While other nations plan, Nigeria is stuck in perpetual political adolescence. Our response to economic crisis is palliative distribution. Our wage debate is moralized rather than modeled. Our anti-immigration rhetoric lacks policy backing. And we have yet to build city-level autonomy that can assert itself without fear or confusion.
Digital Illusions and Demographic Time Bombs
Japan, facing an aging population, is innovating through human-centric AI, not speculative tech theater. As Will Fee reports for Nikkei Asia, Japan’s approach complements human work, especially in elderly care and public services — a sharp contrast to Silicon Valley’s obsession with automation for profit.
Meanwhile, Nigeria — with one of the world’s youngest populations — is burning its demographic dividend through underemployment, tech hype, and governance dysfunction. We push slogans instead of platforms. We promote startups without infrastructure. We praise gig work but fail to protect gig workers.
Water Now Drives Wars. Oil is Just Background Noise.
In South Asia, as Bansari Kamdar reports, India’s withdrawal from the Indus Waters Treaty and China’s dominance of key river infrastructure have turned water into a geopolitical weapon. Climate change is amplifying these pressures across the Indus, Ganges, and Brahmaputra rivers — home to nearly a quarter of humanity.

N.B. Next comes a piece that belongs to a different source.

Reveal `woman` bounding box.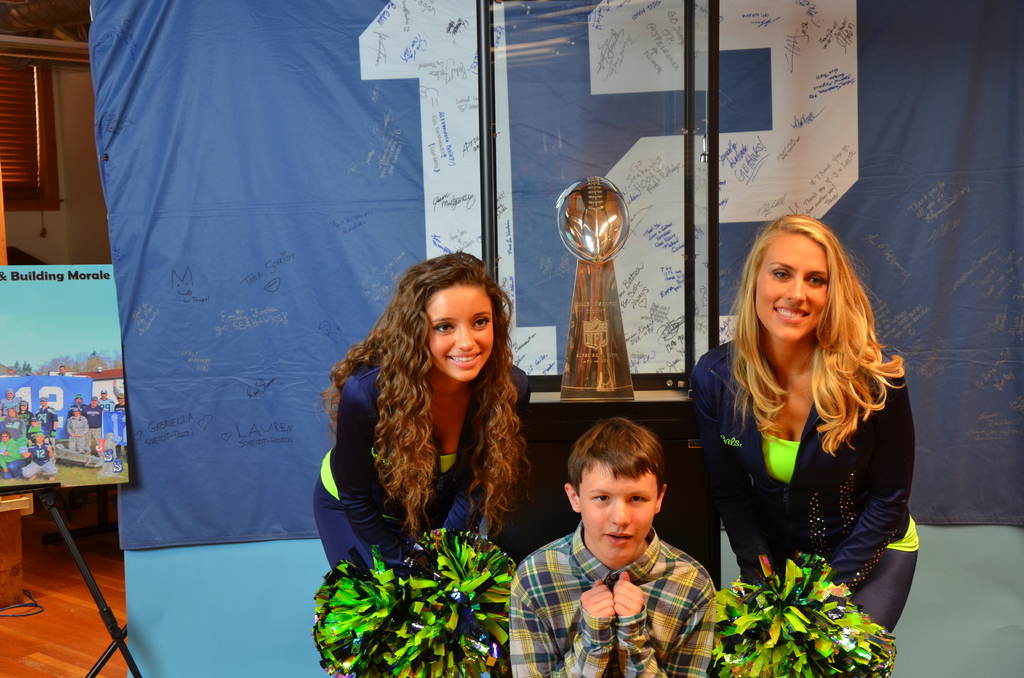
Revealed: rect(319, 250, 534, 677).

This isn’t science fiction. It’s our future. Lake Chad, the Niger Delta, and Nigeria’s aquifers are next. If we’re not planning now, we’ll soon be fighting internally over what we thought we’d never lose.
Pleasanton’s Caution is Nigeria’s Wake-up Call
I live in Pleasanton, California, where the city has declined to define itself as a sanctuary — not because it’s anti-immigrant, but because it understands the risk of labeling in a volatile federal climate. This dance between policy and perception is something Nigeria’s states and local governments must master.
If Bay Area suburbs of 28,000 people can quietly affirm migrant inclusion while preparing legal firewalls, then Nigeria — with its sprawling urban centers and dynamic demographics — has no excuse for its federal complacency or local silence on migrant protections, internal displacement, and cross-border crises.
Final Word
South Korea climbed a fence to save its democracy. Bay Area cities stared down the federal government to defend local autonomy. Claudia Sheinbaum maneuvered past Trump’s bullying to safeguard Mexico’s economic lifeline.
And Nigeria? We’re still debating whether ₦250,000/month is possible — when it could have been standard if our resources since 1960 had been well-managed. We still recycle leaders who emptied our vaults. And we still let people who ruined our economy be celebrated at religious functions for distributing ₦2,000 rice packs.
If we keep watching while others shape the future, we’ll keep getting shaped by decisions made elsewhere.
At Newspot Nigeria, we refuse to spectate.